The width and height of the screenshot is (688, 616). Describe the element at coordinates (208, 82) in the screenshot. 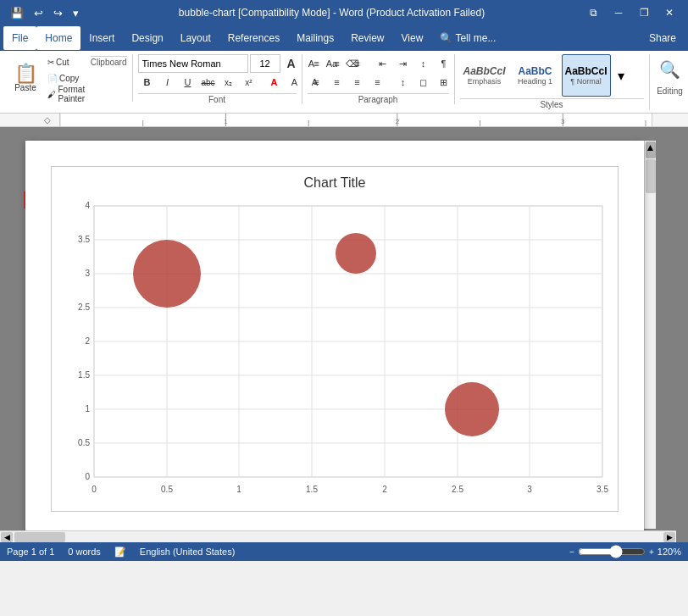

I see `strikethrough-button: abc` at that location.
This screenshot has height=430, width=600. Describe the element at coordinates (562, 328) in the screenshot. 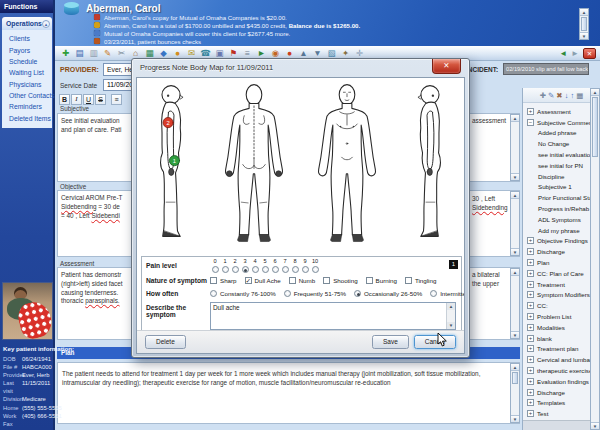

I see `tree-item-modalities: +Modalities` at that location.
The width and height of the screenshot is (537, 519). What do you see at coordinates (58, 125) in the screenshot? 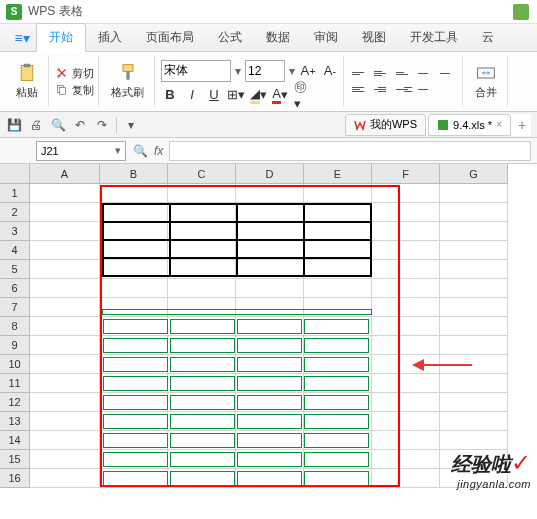
I see `print-preview-icon: 🔍` at bounding box center [58, 125].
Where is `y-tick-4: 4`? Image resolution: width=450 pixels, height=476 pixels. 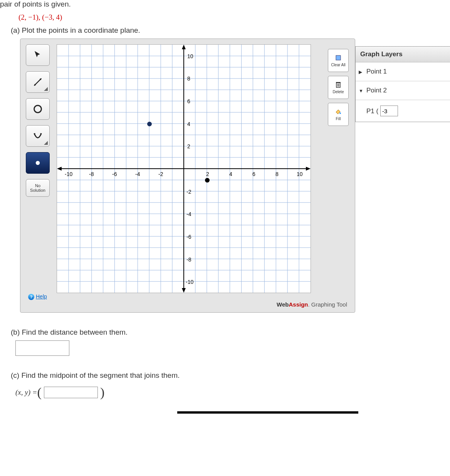 y-tick-4: 4 is located at coordinates (189, 124).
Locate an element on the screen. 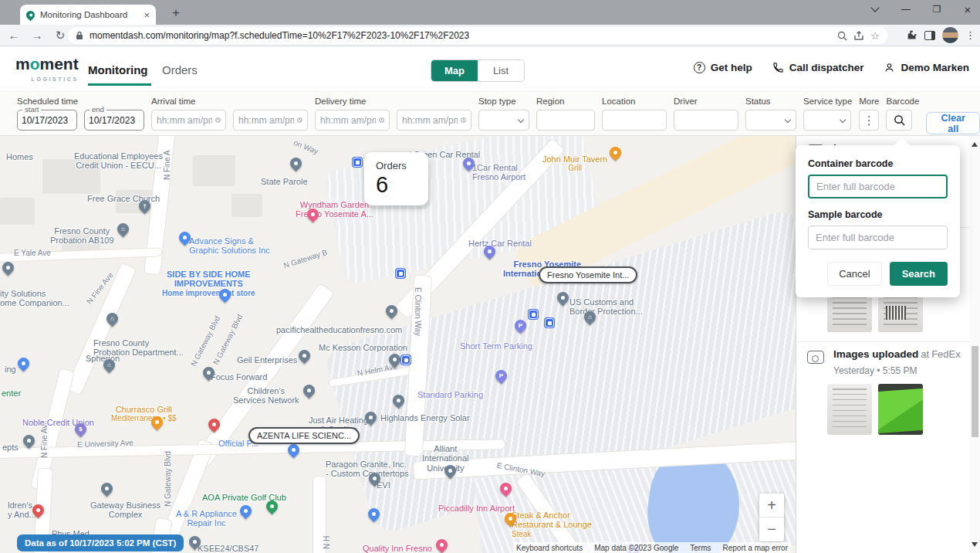 Image resolution: width=980 pixels, height=553 pixels. profile-avatar is located at coordinates (951, 36).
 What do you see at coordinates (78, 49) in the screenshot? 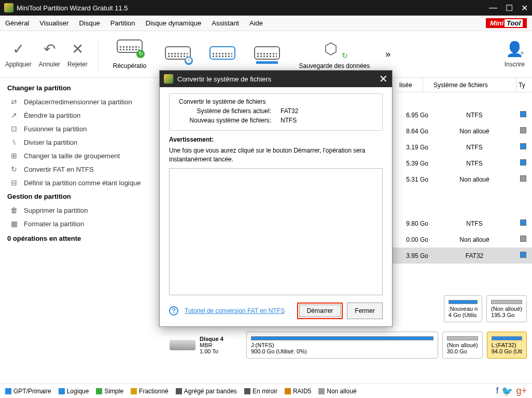
I see `x-icon: ✕` at bounding box center [78, 49].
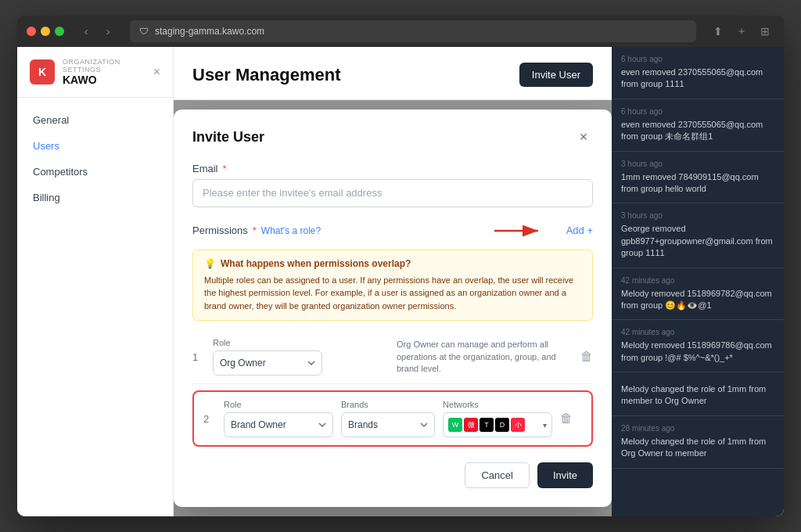 The image size is (801, 532). What do you see at coordinates (210, 31) in the screenshot?
I see `url-text: staging-gamma.kawo.com` at bounding box center [210, 31].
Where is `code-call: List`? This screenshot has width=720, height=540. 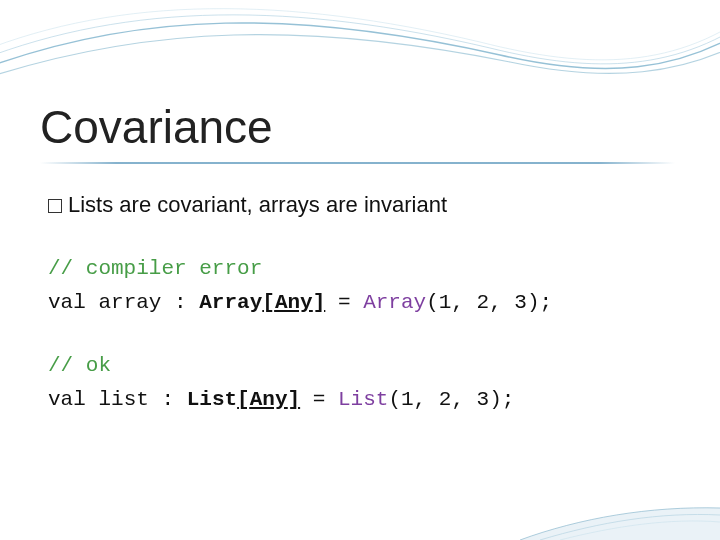 code-call: List is located at coordinates (363, 400).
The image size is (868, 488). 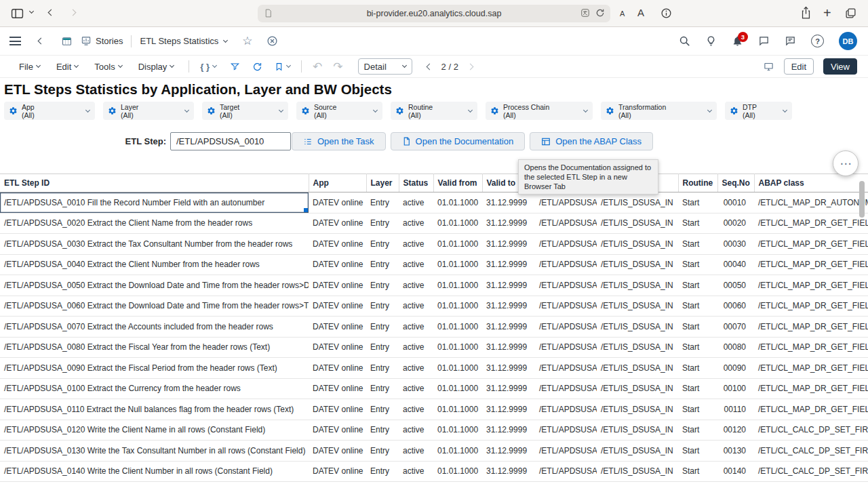 What do you see at coordinates (339, 141) in the screenshot?
I see `open-task-button: Open the Task` at bounding box center [339, 141].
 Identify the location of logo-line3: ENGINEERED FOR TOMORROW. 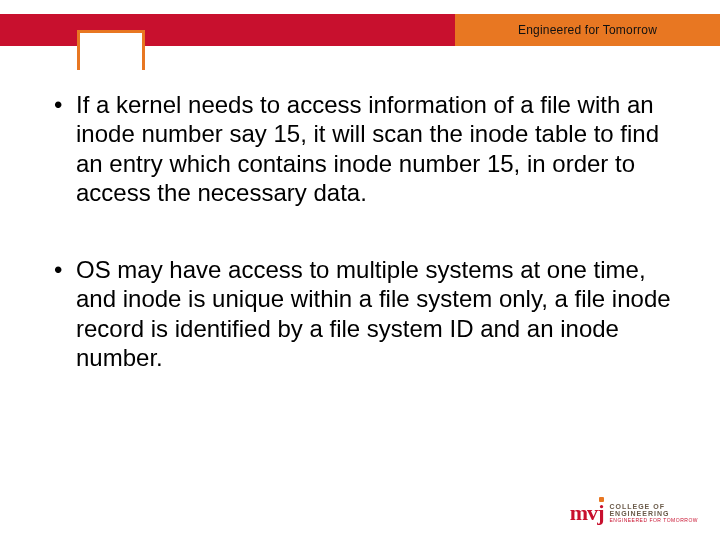
(654, 520).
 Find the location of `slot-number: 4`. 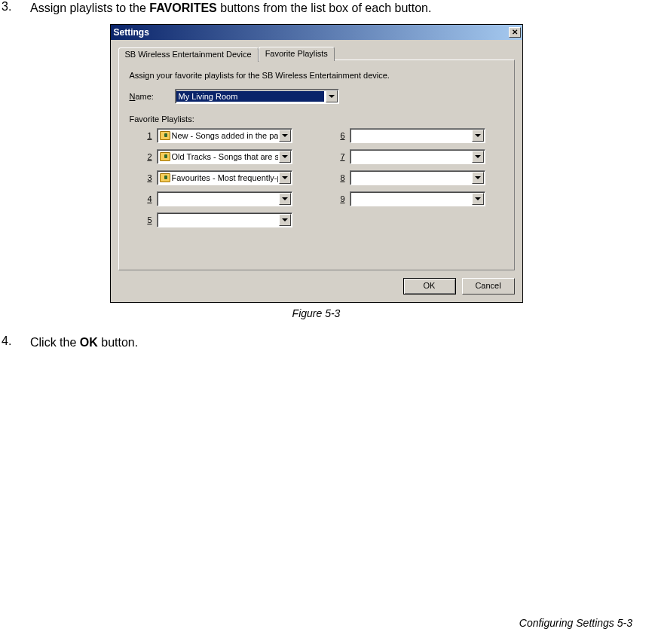

slot-number: 4 is located at coordinates (148, 199).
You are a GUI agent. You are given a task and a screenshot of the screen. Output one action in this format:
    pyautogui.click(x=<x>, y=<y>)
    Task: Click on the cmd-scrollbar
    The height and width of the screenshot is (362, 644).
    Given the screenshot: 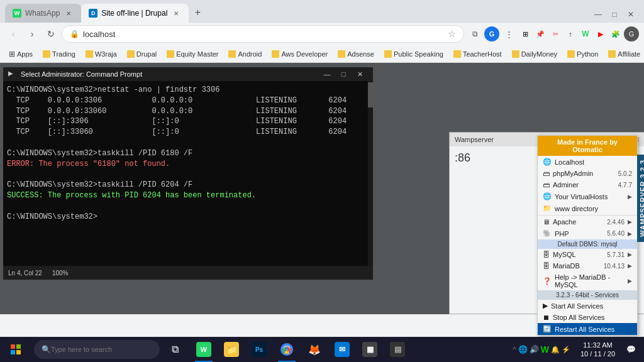 What is the action you would take?
    pyautogui.click(x=370, y=173)
    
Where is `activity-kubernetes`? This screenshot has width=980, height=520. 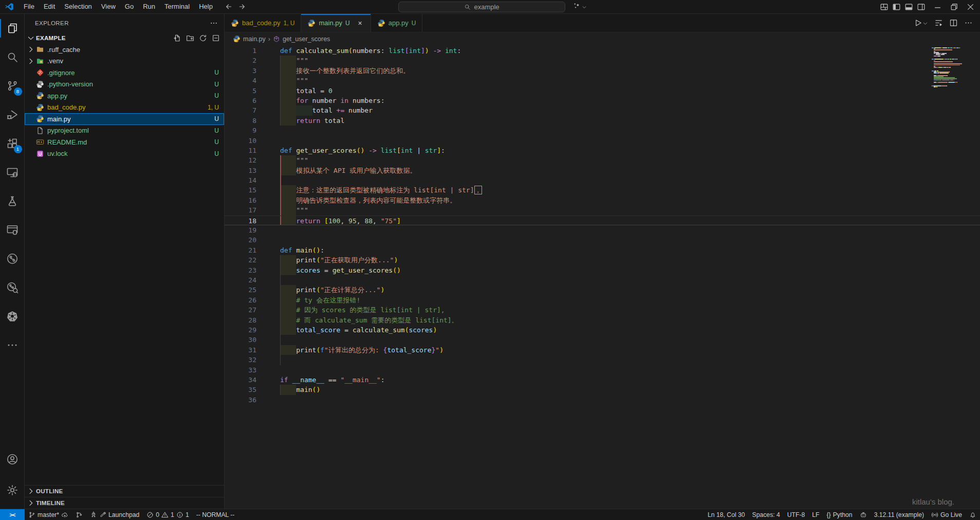
activity-kubernetes is located at coordinates (12, 316).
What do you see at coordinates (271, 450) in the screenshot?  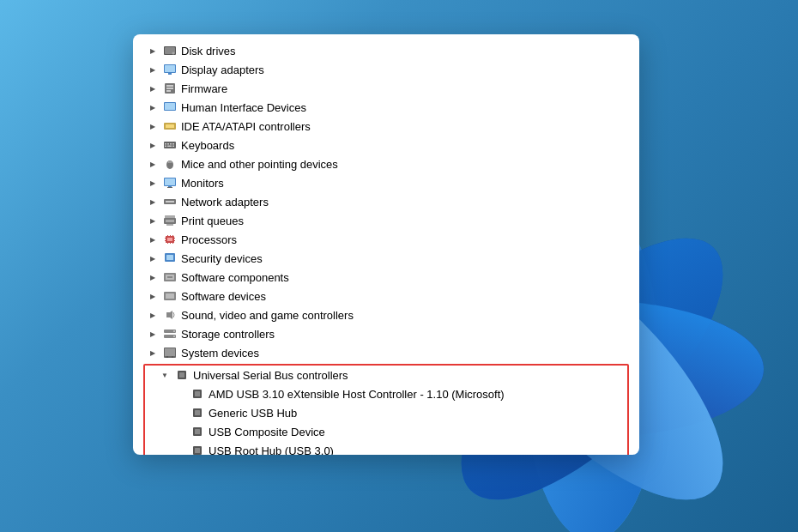 I see `usb-child-4-label: USB Root Hub (USB 3.0)` at bounding box center [271, 450].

──────────

## Exercise brief
In the records above, everything from the line with "Identify the location" down to the line with "You are a GUI" is to be set down exactly, both ends included, with no pictures and no other lines.

## Completed task
 Identify the location of logo-line3: ENGINEERED FOR TOMORROW. 
(654, 520).
 Find the location of `slot-number: 4`. 

slot-number: 4 is located at coordinates (148, 199).
You are a GUI agent. You are given a task and a screenshot of the screen. Output one action in this format:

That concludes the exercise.